_Problem statement_
Nothing but the lines from the one holding "Find the location of a" through the last line of the material below should be set down, exactly and without images.

_Data for the task_

--*--

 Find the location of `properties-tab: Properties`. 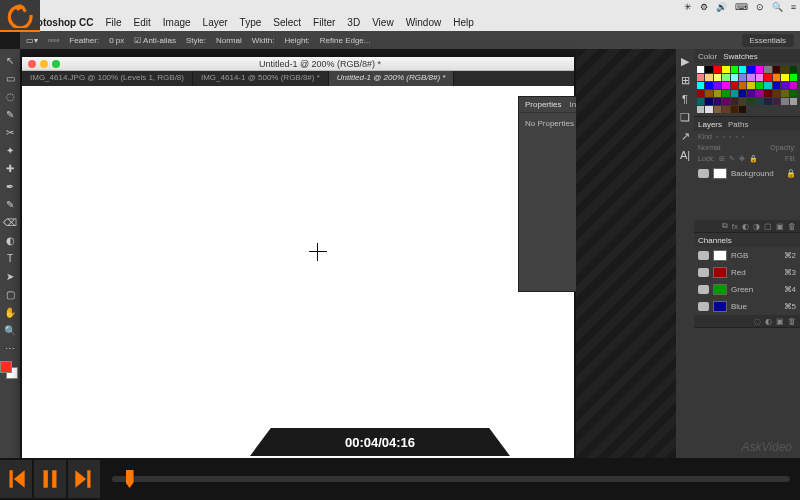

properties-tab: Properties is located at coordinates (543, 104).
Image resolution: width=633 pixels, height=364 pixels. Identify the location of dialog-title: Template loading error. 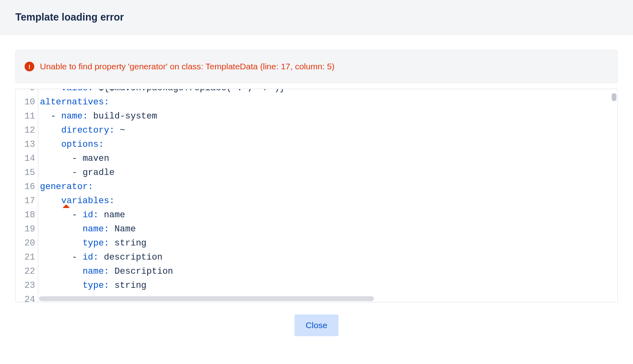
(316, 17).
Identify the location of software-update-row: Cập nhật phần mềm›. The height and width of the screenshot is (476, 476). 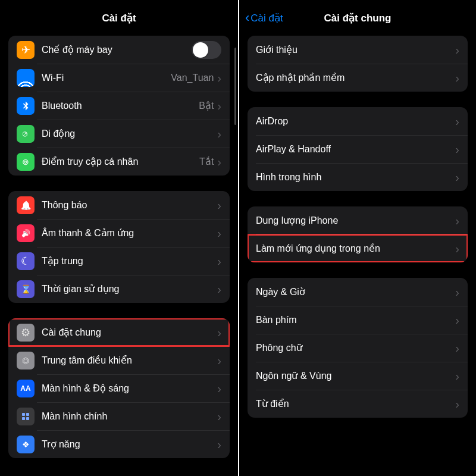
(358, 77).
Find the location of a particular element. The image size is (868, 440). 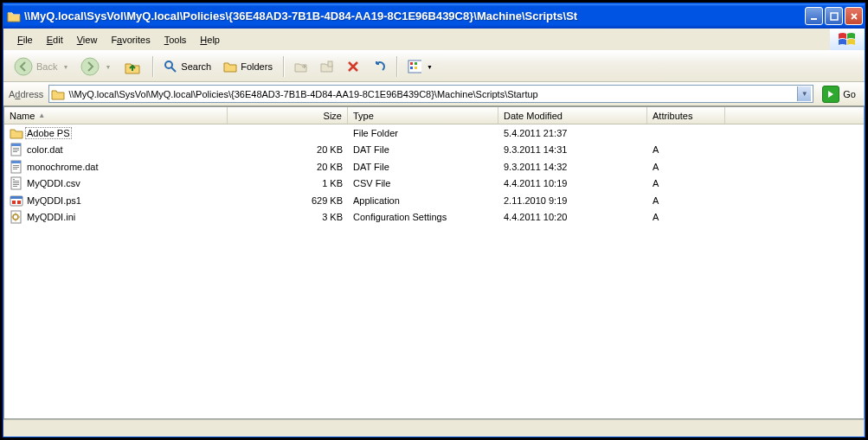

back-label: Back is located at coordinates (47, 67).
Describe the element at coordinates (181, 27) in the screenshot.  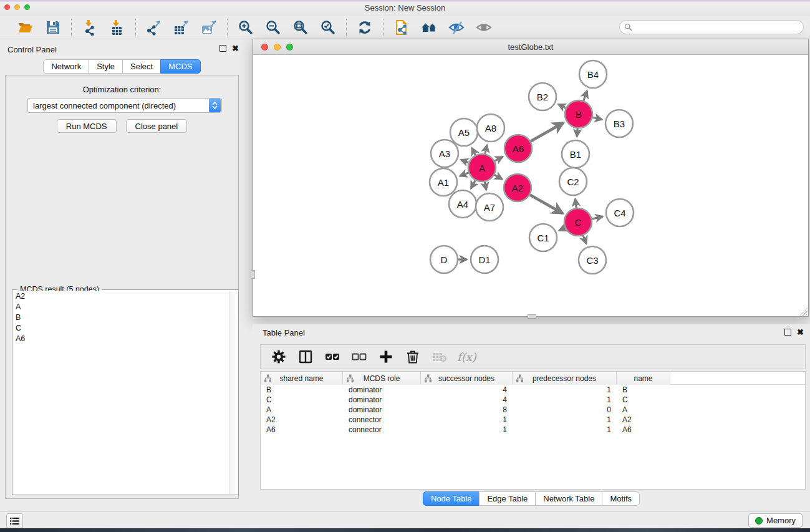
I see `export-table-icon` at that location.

--*--

_Response to this task_
Find the location of a particular element. The image size is (868, 440). 

back-label: Back is located at coordinates (47, 67).
Describe the element at coordinates (181, 27) in the screenshot.  
I see `export-table-icon` at that location.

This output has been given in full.